Where Credentials Meet Reality: Lessons From Combining Formal Training With Real-World Program Management
A Master's degree and PMP give you the frameworks. Experience teaches you when to use them — and when to set them aside. Here's what I've learned from combining both.
Margaret Ton
February 3, 2026 · 4 min read
The Power of Both
I've managed programs at Fortune 500 aerospace, enterprise technology, and international aviation companies — spanning aerospace, aviation, AI, and enterprise technology. Over $100M in delivered portfolio value across the US, Europe, Asia, and the UAE, with a 100% on-time delivery record.
That track record didn't come from credentials alone. And it didn't come from experience alone. It came from combining both.
My Master's in Project Management from George Washington University gave me the frameworks: Earned Value Management, critical path methodology, risk quantification, stakeholder analysis. My PMP certification gave me a shared language with program managers across industries and geographies.
But frameworks only take you so far. The real test is knowing when to apply them, when to adapt them, and when the situation demands something no methodology anticipated.
That's where experience comes in — the lessons learned at 11pm when a critical milestone is at risk, on calls with suppliers who just told you something that changes everything, in the quiet moment after a review where you realize the one thing that mattered wasn't said.
Trust Is Built in Small Moments
Early in my career, I thought trust was earned through big deliveries. It's not.
The trust that holds programs together is built in smaller moments:
- Calling a stakeholder before a review to give them a heads-up — rather than surprising them in front of others
- Admitting you don't know the answer instead of guessing
- Following up on the small action item everyone else forgot
In aerospace, these small moments compound. The program manager known for "no surprises" gets more honest information. The one who protects people in difficult conversations gets earlier warnings. The one who follows through on small commitments gets trusted with big ones.
This isn't soft skills. This is how programs survive.
The Most Valuable Skill Isn't Technical
When I started, I thought the job was about schedules, budgets, and technical oversight. Mastering Earned Value Management. Understanding critical path methodology.
Those are table stakes. They get you in the room. They don't make you effective once you're there.
The most valuable skill is synthesizing information across domains, organizations, and timelines — and translating it into a narrative that drives decisions:
- Enough information to ask the right questions
- Enough contracts to know where the risk lives
- Enough organizational dynamics to know who actually makes decisions
- Enough program history to know which patterns are repeating
My Master's program introduced these as separate subjects. Experience taught me how they intersect — and that the intersections are where the real decisions happen.
Programs Are Human Systems First
The biggest misconception: aerospace program management is primarily a technical discipline.
It's not. Programs are human systems that happen to produce technical outcomes.
The technical challenges — engineering problems, manufacturing issues, integration complexity — are solvable. What makes programs succeed or fail is almost always human:
- Communication quality between organizations
- Trust between leaders
- Willingness to surface problems early
- Organizational dynamics that influence resource allocation
I've seen technically straightforward programs struggle because alignment wasn't there. And technically nightmarish programs succeed because people trusted each other enough to solve problems in real time.
If you're spending 80% of your time on technical management and 20% on relationships, you probably have the ratio backwards.
The Best Program Managers Are Translators
In any complex aerospace program, you have at least five groups speaking different professional languages: engineering, contracts, finance, operations, and the customer.
The program manager's job isn't to be an expert in all of them. It's to translate between them.
The best program managers can walk into any meeting — with engineers, executives, suppliers, or customers — and adjust their communication to match the audience without losing the substance.
This isn't about being a generalist. It's about being a connector. In programs that span multiple organizations, countries, and disciplines, connectors are the difference between coordination and confusion.
Why I Started TelosFlow
After nearly a decade inside these programs, I had deep conviction about two things:
- The aerospace industry is full of exceptional people doing extraordinary work under enormous pressure
- The tools they rely on haven't kept pace with the complexity they're managing
I started TelosFlow to close that gap. Not by replacing the people who make this industry work, but by building something worthy of their expertise.
That's the standard. That's what this industry deserves.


| Your task |
Leave out the pictures and restate exactly, and only, the lines from the one that contains "What do you see at coordinates (368, 137)" through the final line of the material below.

| Dataset extract |
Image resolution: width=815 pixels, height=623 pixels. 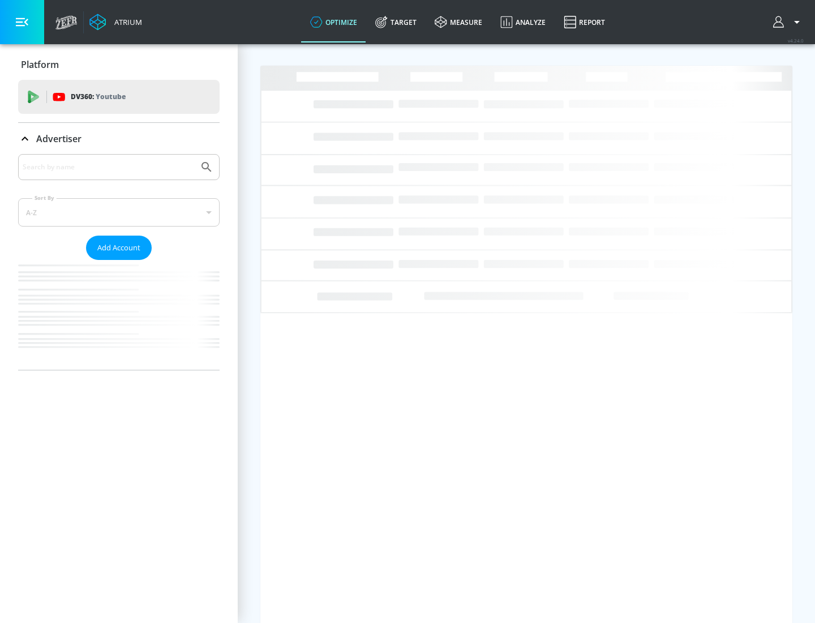 I want to click on p: Advertiser, so click(x=59, y=139).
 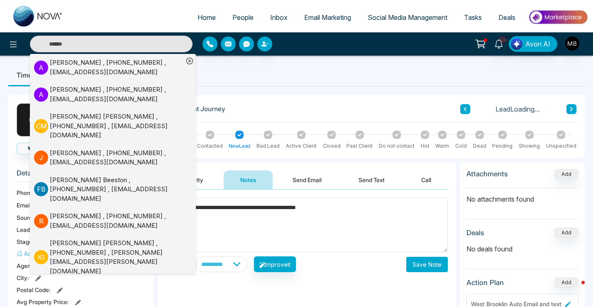 I want to click on div: Dead, so click(x=479, y=146).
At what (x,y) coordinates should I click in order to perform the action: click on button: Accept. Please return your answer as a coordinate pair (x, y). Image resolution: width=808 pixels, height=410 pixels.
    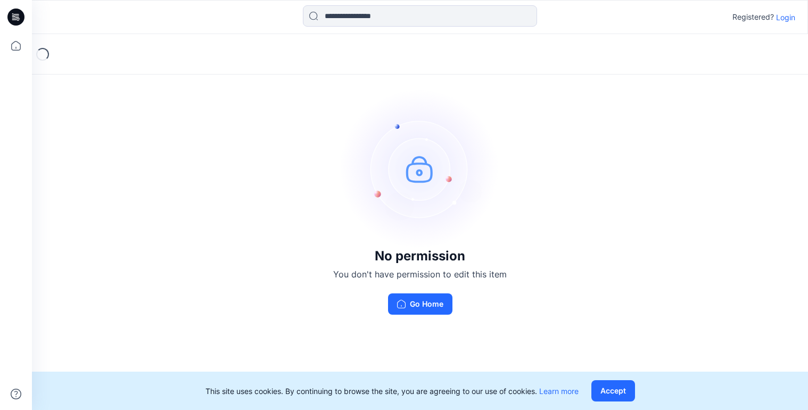
    Looking at the image, I should click on (613, 391).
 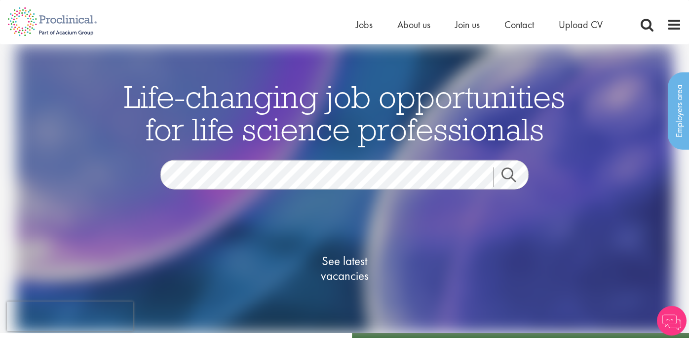 What do you see at coordinates (344, 269) in the screenshot?
I see `span: See latest vacancies` at bounding box center [344, 269].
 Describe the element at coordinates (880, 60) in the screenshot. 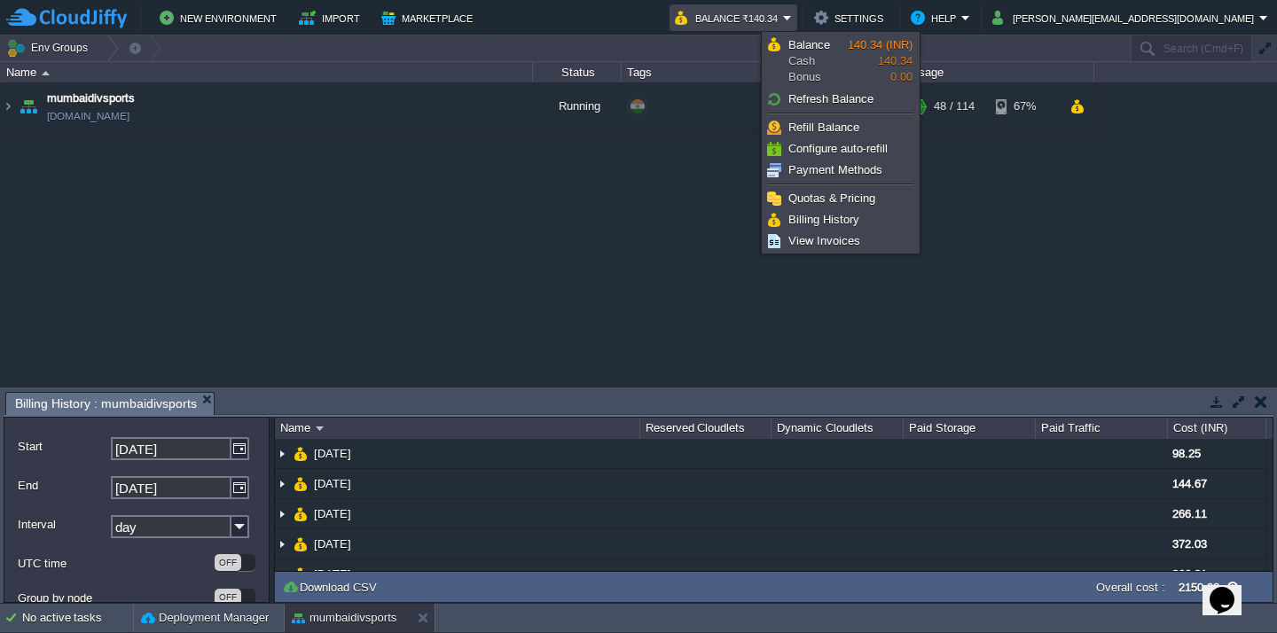

I see `span: 140.34 0.00` at that location.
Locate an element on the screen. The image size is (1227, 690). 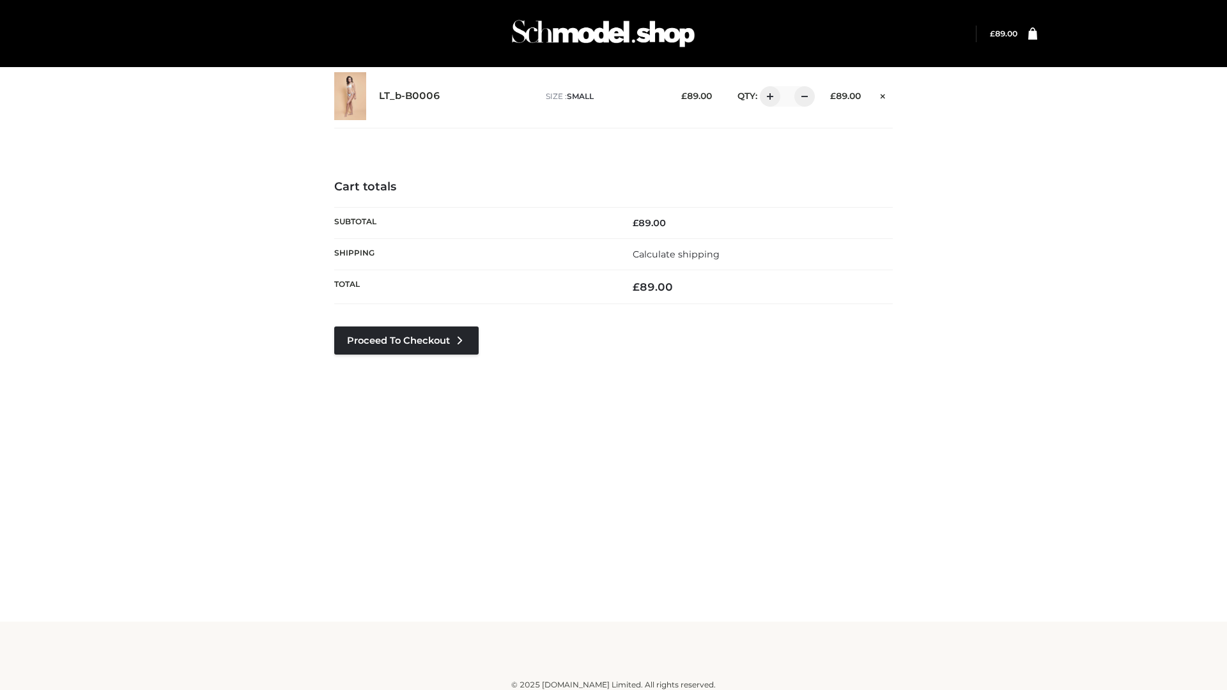
th: Shipping is located at coordinates (474, 254).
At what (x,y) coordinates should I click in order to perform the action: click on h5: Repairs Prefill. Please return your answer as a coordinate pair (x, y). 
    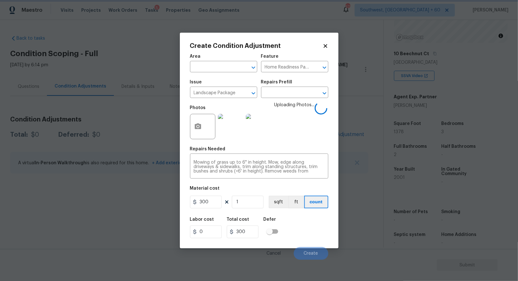
    Looking at the image, I should click on (277, 82).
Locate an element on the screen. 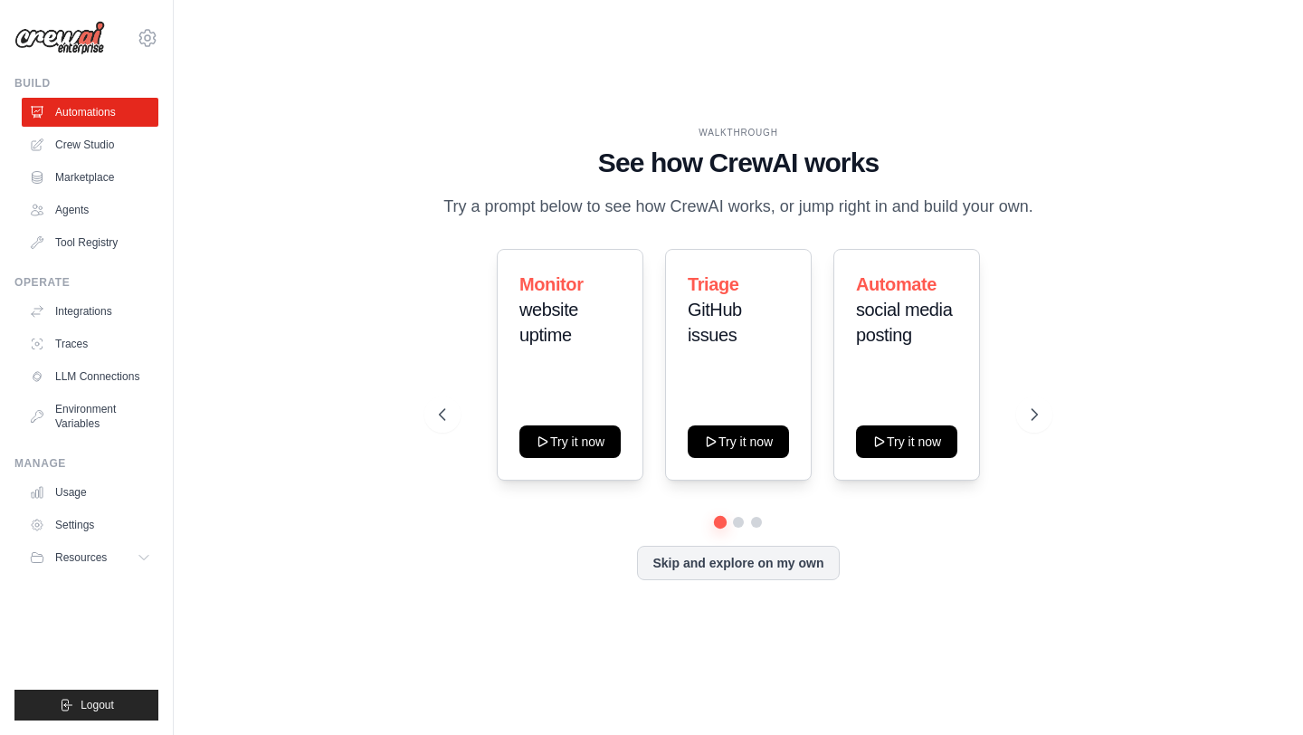 Image resolution: width=1303 pixels, height=735 pixels. span: Automate is located at coordinates (896, 284).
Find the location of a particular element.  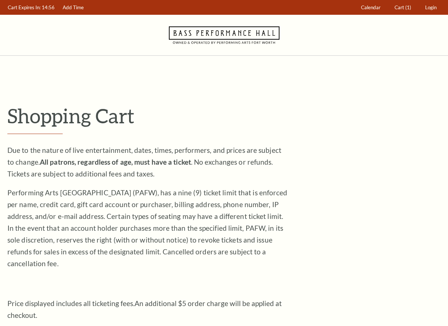

span: Due to the nature of live entertainment, dates, times, performers, and prices are subject to chan... is located at coordinates (144, 162).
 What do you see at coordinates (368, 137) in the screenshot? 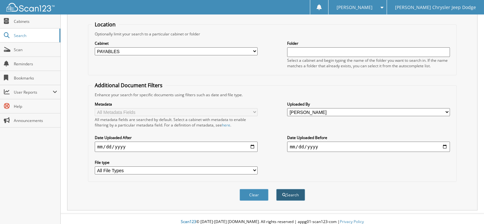
I see `label: Date Uploaded Before` at bounding box center [368, 137].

| Output of the task |
 What do you see at coordinates (368, 137) in the screenshot? 
I see `label: Date Uploaded Before` at bounding box center [368, 137].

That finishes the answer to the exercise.